German author leaves behind indelible legacy

Gunter Grass, one of the most important writers of German post-war history, passes away at 87

COURAGEOUS: Grass was not afraid to engage in the world of politics and debate. PHOTO: REUTERS

BERLIN:
German novelist Gunter Grass, the Nobel Prize-winning author of The Tin Drum, an epic treatment of the Nazi era, died on Monday at the age of 87, his publishers said. A broad-shouldered man with a drooping moustache, Grass spurned the German tradition of keeping a cool, intellectual distance, insisting that a writer’s duty was to be at the frontline of moral and political debate.

For many, he was the voice of a German generation that came of age in World War II and bore the burden of their parents’ guilt for the atrocities of the Nazis. The independent German Cultural Council called him “more than a writer... a seismograph for society.” However, Grass’s concealment until 2006 of the fact that he had served in a Nazi Waffen-SS regiment as a teenager cost him some of his moral authority.



Although hailed as a literary innovator for his magical realist style, Grass was more likely to use public platforms to air his views on issues, such as nuclear power and Germans’ historical responsibility than to discuss the craft of novel-writing. A seasoned left-wing campaigner, he was a towering figure in West Germany’s efforts to keep the door open to their Communist-ruled cousins in the east during the Cold War. Yet Grass opposed hasty reunification after the Berlin Wall fell in 1989, and hoped a new generation of German authors from the east would nourish their work on ‘western arrogance’.

Grass was born in the Baltic port of Danzig, now Gdansk in Poland, in 1927 and much of his fiction was set in the city. The Tin Drum caused sensation when it was published in 1959, although it was condemned by some as obscene. Former West German president Heinrich Luebke is said to have remarked that he would not sit at the same table with a man, whose work he could not discuss with his wife in the privacy of their bedroom.


The book is told through the eyes of Oskar Matzerath, a strange, gifted boy, who resolves to stop growing just as Nazism emerges in the 1930s, and relentlessly pounds the drum of the title. It was made into an Oscar-winning film in 1979 by Volker Schloendorff. Cat and Mouse (1961) and Dog Years (1963) were also set in Danzig in the war years and after, while Local Anaesthetic examines opposition to the Vietnam War and the generation gap.

Grass had a stormy relationship with the centre-left Social Democratic Party, criticising it when it joined a conservative-led government in the 1960s, but campaigning for Willy Brandt, the party’s first post-war chancellor and champion of east-west detente in the 1970s. SPD leader and deputy German chancellor Sigmar Gabriel said that, with Grass’s death, “We lose one of the most important writers of German post-war history and an engaged author and fighter for democracy and freedom.”

Awarding him the Nobel Literature Prize in 1999, the Swedish Academy described one of his last works, a series of essays called My Century (1999), as showing “a particularly keen eye for stupefying enthusiasms.” In 2012, his poem branding Israel a threat to world peace earned him a ban on travelling to Israel, which Grass compared to his treatment by East Germany’s Stasi secret police.

“Why do I say only now... that the nuclear power Israel endangers an already fragile world peace? Because that must be said, which it may already be too late to say tomorrow,” he wrote in the poem, which was criticised by some in Germany as anti-Semitic. He died in a hospital in Luebeck, near his home in northern Germany. His publishers gave no details of the cause of death.

Published in The Express Tribune, April 15th,  2015.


TASK INSTRUCTIONS: Determine how many lines in the records that follow hold the string "Civil". Only that number should be returned.

Items from a figure collection

-=-=-=-=-

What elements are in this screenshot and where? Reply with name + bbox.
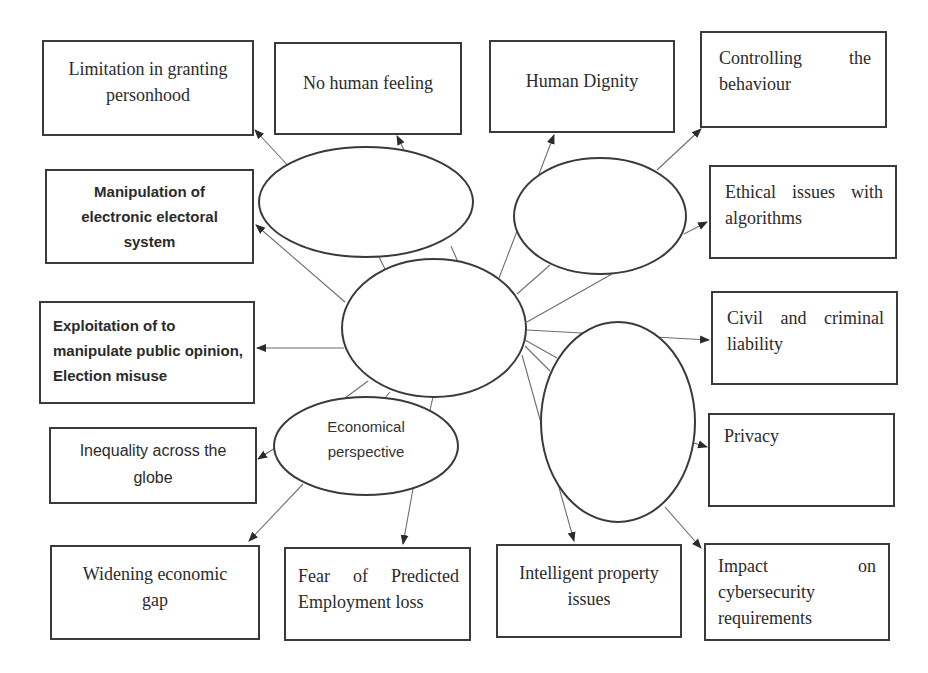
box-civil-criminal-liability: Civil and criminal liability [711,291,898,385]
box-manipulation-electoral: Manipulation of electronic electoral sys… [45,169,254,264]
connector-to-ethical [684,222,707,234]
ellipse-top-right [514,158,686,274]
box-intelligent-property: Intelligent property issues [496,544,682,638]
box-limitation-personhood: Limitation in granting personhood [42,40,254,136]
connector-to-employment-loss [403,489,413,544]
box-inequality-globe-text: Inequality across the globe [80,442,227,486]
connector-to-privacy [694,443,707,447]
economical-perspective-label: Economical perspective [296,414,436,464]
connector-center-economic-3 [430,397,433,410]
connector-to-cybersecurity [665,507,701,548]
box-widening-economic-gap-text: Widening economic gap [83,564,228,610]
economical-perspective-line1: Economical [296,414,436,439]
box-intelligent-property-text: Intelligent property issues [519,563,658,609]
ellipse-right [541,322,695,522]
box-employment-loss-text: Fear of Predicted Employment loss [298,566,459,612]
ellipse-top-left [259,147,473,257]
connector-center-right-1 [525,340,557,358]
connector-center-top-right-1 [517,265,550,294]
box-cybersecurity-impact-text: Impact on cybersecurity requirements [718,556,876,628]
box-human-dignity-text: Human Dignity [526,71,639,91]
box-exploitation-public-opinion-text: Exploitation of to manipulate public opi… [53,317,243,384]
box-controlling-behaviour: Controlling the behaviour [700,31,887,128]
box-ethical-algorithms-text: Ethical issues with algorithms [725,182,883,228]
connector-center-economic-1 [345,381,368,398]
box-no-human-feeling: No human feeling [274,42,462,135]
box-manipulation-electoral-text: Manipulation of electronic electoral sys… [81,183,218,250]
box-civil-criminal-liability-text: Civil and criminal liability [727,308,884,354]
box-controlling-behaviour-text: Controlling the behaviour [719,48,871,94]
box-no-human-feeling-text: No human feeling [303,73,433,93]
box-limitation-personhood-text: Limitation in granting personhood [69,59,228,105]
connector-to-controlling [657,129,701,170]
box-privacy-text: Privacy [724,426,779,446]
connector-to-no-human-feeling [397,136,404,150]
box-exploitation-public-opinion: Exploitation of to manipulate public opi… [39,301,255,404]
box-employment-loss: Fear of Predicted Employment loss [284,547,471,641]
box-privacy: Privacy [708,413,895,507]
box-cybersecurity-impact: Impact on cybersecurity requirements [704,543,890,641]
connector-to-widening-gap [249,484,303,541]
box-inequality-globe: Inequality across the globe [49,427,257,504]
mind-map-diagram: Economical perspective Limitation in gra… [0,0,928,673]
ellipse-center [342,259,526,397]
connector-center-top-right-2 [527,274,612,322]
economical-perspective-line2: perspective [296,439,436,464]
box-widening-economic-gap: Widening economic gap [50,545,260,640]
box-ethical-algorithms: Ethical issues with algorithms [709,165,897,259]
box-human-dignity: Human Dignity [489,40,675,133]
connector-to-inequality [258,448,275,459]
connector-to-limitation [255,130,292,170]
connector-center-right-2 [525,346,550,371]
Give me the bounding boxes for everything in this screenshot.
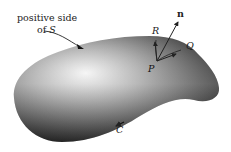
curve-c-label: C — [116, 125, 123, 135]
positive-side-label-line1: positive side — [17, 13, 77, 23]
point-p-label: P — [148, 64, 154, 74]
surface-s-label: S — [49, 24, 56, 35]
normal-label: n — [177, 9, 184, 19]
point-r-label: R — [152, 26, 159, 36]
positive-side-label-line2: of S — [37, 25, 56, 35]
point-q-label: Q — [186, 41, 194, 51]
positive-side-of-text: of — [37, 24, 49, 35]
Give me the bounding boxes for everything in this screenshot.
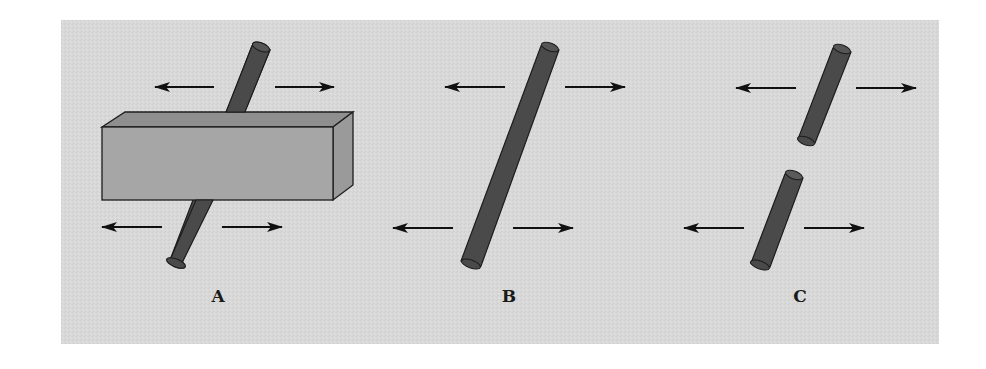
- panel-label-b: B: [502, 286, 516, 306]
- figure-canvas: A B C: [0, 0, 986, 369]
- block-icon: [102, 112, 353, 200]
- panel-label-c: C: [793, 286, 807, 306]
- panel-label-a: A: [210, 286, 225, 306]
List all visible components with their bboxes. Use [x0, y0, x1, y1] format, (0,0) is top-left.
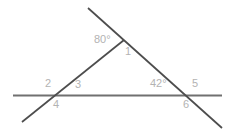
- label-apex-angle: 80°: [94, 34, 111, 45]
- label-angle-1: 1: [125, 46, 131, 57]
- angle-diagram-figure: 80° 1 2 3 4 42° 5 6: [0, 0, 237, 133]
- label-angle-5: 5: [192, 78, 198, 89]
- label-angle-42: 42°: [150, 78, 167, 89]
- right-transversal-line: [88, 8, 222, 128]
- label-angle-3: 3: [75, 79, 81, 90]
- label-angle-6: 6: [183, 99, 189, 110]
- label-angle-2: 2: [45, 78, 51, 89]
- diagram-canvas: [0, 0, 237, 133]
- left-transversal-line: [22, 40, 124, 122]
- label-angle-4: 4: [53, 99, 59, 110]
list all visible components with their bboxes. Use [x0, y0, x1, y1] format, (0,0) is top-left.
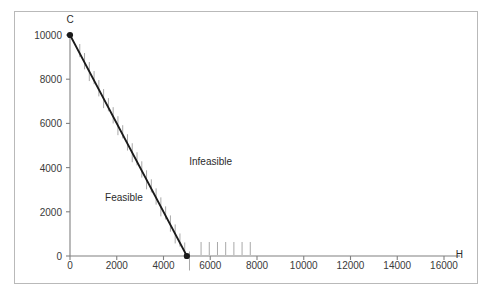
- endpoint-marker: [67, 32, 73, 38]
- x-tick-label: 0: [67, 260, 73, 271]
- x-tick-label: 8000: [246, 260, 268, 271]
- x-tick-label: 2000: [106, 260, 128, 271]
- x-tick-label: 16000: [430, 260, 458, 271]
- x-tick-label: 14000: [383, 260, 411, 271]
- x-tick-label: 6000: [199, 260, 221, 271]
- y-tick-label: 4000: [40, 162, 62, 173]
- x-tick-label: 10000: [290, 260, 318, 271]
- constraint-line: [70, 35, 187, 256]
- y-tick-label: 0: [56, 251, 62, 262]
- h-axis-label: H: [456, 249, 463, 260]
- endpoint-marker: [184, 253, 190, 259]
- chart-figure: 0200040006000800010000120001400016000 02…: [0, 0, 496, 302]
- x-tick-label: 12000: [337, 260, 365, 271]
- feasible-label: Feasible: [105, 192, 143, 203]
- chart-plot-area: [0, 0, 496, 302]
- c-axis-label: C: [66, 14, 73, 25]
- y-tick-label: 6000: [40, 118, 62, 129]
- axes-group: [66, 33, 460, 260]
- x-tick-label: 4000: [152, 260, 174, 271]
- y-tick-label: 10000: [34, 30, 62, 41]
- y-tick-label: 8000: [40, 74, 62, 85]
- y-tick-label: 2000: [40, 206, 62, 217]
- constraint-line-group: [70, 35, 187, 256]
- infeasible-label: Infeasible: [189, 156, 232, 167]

-=-=-=-=-

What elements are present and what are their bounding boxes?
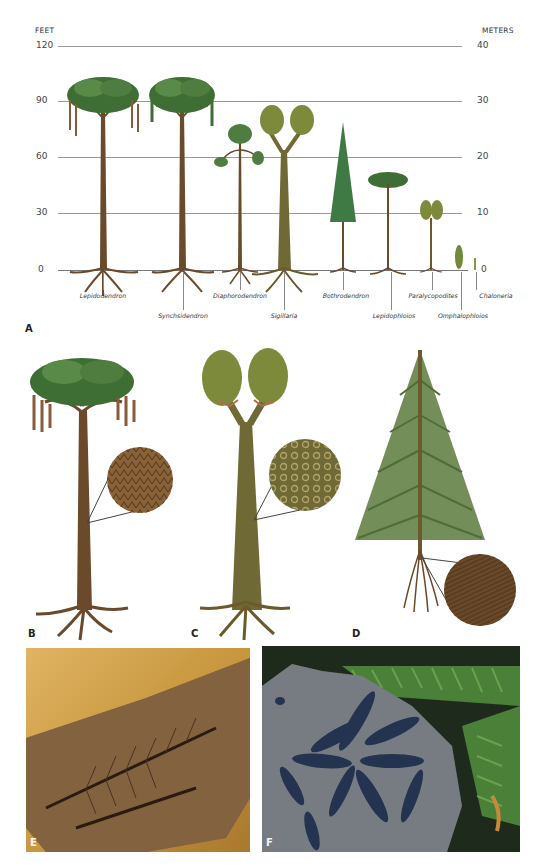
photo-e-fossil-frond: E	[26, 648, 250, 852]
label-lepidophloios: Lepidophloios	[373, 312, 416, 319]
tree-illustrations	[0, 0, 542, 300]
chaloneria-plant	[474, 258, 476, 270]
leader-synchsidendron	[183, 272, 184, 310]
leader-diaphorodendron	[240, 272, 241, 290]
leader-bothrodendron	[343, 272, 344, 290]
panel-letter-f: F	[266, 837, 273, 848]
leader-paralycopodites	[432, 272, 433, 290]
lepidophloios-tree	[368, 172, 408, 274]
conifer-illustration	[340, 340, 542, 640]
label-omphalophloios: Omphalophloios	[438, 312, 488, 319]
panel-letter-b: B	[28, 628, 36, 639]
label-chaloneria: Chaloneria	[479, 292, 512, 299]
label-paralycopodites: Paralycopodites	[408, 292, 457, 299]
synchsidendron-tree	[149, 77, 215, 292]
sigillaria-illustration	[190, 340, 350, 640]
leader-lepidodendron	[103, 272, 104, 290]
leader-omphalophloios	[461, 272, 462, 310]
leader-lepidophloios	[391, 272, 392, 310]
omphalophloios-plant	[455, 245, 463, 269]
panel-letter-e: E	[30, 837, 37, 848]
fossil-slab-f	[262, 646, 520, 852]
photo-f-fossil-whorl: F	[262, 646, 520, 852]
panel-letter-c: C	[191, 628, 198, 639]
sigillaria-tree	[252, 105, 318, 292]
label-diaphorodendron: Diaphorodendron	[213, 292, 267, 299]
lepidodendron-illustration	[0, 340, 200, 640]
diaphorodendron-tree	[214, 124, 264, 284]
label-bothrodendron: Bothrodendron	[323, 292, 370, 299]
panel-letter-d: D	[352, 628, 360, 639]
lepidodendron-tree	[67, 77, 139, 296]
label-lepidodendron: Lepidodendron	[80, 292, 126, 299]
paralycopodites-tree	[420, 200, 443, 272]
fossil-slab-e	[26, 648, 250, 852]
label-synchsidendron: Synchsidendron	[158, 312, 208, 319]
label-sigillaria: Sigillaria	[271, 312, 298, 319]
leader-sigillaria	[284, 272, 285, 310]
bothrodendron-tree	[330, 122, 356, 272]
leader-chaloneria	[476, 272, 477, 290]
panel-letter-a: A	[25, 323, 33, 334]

-=-=-=-=-

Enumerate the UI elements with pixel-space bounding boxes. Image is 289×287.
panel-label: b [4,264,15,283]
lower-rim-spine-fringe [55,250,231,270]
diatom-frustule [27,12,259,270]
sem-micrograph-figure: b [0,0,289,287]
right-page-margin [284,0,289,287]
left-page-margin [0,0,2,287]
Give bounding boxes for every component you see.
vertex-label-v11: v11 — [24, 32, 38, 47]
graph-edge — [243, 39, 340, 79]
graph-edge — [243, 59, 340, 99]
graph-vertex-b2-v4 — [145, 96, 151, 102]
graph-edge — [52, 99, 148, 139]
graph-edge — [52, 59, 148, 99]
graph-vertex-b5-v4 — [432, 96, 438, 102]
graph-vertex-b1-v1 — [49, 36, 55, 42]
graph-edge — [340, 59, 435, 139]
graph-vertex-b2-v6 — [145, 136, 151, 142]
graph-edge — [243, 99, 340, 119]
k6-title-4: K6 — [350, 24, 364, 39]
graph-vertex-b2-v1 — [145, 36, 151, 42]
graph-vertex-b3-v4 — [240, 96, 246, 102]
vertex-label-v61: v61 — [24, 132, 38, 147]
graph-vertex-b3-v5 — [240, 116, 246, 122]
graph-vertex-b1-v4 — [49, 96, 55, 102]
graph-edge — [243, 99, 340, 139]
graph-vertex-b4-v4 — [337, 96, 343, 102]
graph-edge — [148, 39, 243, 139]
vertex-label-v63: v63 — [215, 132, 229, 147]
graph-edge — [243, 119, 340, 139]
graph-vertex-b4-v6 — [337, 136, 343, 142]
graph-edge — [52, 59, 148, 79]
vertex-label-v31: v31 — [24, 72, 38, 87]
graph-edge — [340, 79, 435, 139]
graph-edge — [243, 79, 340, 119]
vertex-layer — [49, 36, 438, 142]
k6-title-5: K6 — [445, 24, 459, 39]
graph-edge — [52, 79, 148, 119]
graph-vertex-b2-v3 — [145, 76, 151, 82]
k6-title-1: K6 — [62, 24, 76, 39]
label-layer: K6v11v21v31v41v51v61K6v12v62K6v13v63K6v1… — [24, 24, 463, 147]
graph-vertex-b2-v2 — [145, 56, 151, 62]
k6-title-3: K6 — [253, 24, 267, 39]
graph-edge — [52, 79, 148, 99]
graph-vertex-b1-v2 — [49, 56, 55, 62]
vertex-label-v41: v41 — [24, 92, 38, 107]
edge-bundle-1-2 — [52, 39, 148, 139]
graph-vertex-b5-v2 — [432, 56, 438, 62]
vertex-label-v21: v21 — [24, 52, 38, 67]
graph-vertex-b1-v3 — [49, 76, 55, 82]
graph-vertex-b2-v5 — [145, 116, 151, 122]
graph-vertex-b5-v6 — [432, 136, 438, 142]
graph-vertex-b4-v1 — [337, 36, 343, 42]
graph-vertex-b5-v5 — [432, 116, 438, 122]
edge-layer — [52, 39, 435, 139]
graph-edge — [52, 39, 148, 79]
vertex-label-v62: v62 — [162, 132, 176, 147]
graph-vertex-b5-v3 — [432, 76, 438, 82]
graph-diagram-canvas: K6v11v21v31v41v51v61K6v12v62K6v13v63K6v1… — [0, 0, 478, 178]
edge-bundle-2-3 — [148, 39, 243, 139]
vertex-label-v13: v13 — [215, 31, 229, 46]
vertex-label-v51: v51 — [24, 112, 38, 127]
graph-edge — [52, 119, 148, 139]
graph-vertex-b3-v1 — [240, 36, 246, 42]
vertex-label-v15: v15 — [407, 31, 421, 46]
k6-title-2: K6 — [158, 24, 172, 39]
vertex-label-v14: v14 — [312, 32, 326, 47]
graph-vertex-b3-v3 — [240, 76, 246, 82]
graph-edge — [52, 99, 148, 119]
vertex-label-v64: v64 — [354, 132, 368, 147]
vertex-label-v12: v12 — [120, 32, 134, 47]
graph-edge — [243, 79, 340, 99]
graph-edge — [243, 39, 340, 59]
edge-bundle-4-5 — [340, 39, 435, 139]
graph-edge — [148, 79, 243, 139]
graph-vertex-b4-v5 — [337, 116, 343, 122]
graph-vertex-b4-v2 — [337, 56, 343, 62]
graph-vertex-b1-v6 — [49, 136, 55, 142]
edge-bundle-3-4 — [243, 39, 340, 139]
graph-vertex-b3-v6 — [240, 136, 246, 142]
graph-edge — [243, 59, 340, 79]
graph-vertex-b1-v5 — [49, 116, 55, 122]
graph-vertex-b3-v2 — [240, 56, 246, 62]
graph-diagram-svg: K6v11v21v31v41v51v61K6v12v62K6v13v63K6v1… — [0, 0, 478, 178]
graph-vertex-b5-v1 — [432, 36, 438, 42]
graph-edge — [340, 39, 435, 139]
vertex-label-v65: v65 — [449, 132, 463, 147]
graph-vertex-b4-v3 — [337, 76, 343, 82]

-=-=-=-=-

RESPONSE TO THE TASK: 2